Ralph stood up and began to read. It sounded very familiar to Elizabeth Ann, for he did not read at all well. What was not familiar was that the teacher did not stop him after the first sentence. He read on and on till he had read a page, the teacher only helping him with the hardest words.
“Now Betsy,” said the teacher.
Elizabeth Ann stood up, read the first sentence, and paused, like a caged lion pausing when he comes to the end of his cage.
“Go on,” said the teacher.
Elizabeth Ann read the next sentence and stopped again, automatically.
“Go on,” said the teacher, looking at her sharply.
The next time the little girl paused the teacher laughed out good-naturedly. “What is the matter with you, Betsy?” she said. “Go on till I tell you to stop.”
So Elizabeth Ann, very much surprised but very much interested, read on, sentence after sentence, till she forgot they were sentences and just thought of what they meant. She read a whole page and then another page, and that was the end of the selection. She had never read aloud so much in her life. She was aware that everybody in the room had stopped working to listen to her. She felt very proud and less afraid than she had ever thought she could be in a schoolroom. When she finished,
“You read very well!” said the teacher. “Is this very easy for you?”
“Oh, yes!” said Elizabeth Ann.
“I guess, then, that you’d better not stay in this class,” said the teacher. She took a book out of her desk. “See if you can read that.”

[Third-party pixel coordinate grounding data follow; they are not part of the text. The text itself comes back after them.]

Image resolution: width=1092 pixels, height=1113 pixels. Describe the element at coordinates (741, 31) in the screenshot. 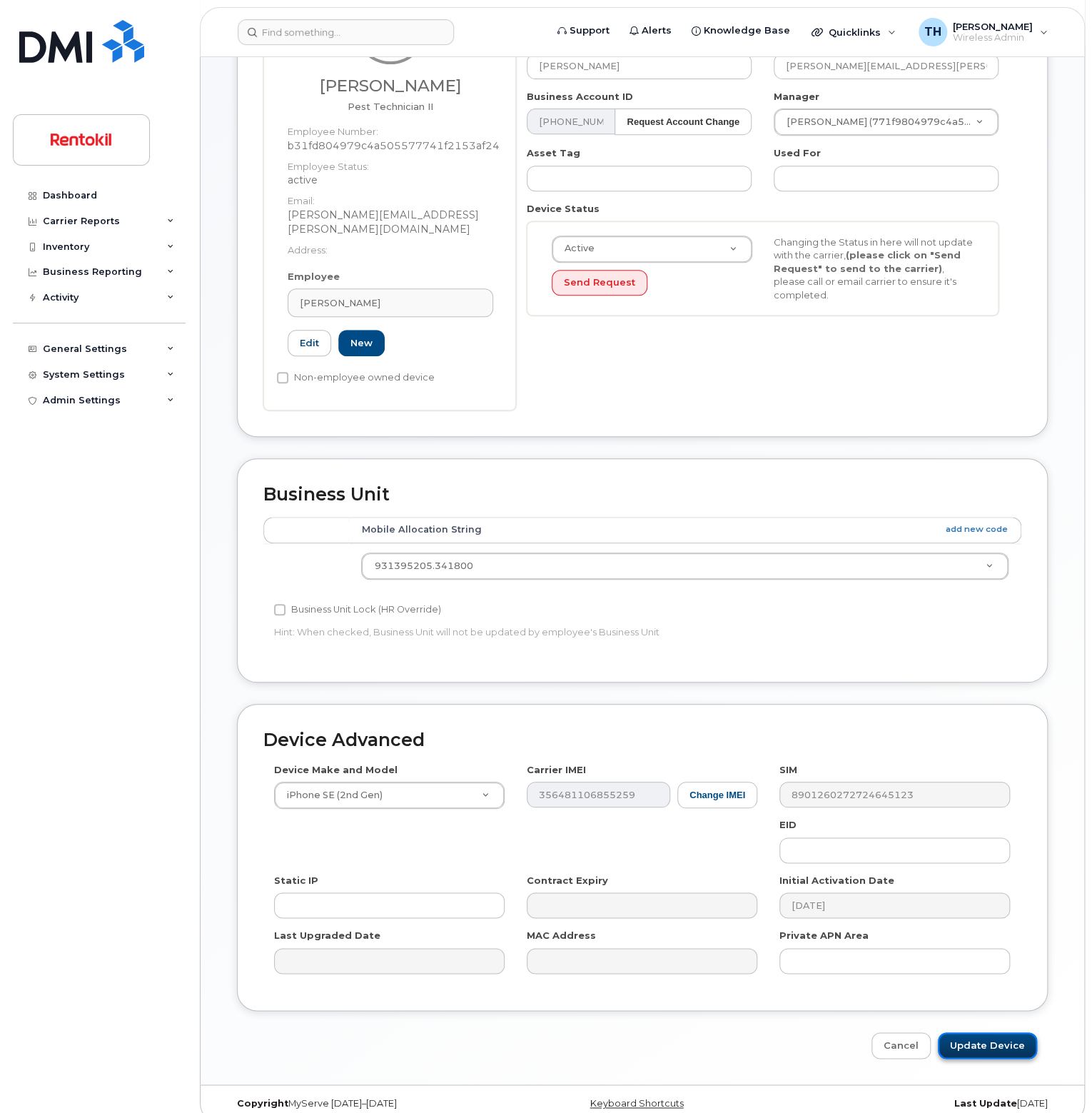

I see `a: Knowledge Base` at that location.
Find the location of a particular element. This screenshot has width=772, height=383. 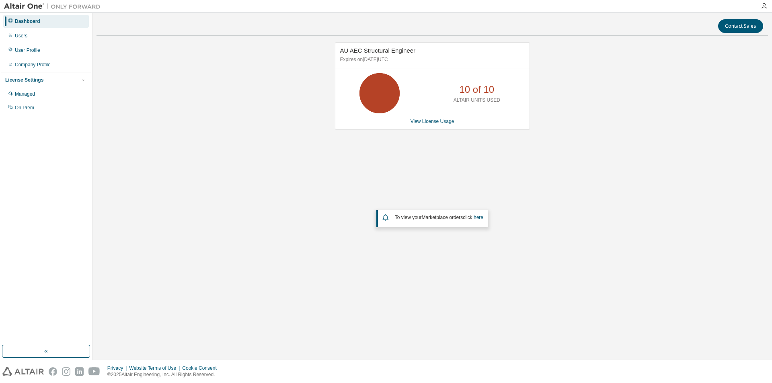

em: Marketplace orders is located at coordinates (442, 218).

Elizabeth Ann began in her usual school-reading style, very slow and monotonous, but this didn’t seem like a “reader” at all. It was poetry, full of hard words that were fun to try to pronounce, and it was all about an old woman who would hang out an American flag, even though the town was full of rebel soldiers. She read faster and faster, getting more and more excited, till she broke out with “Halt!” in such a loud, spirited voice that the sound of it startled her and made her stop, fearing that she would be laughed at. But nobody laughed. They were all listening, very eagerly, even the little ones, with their eyes turned toward her.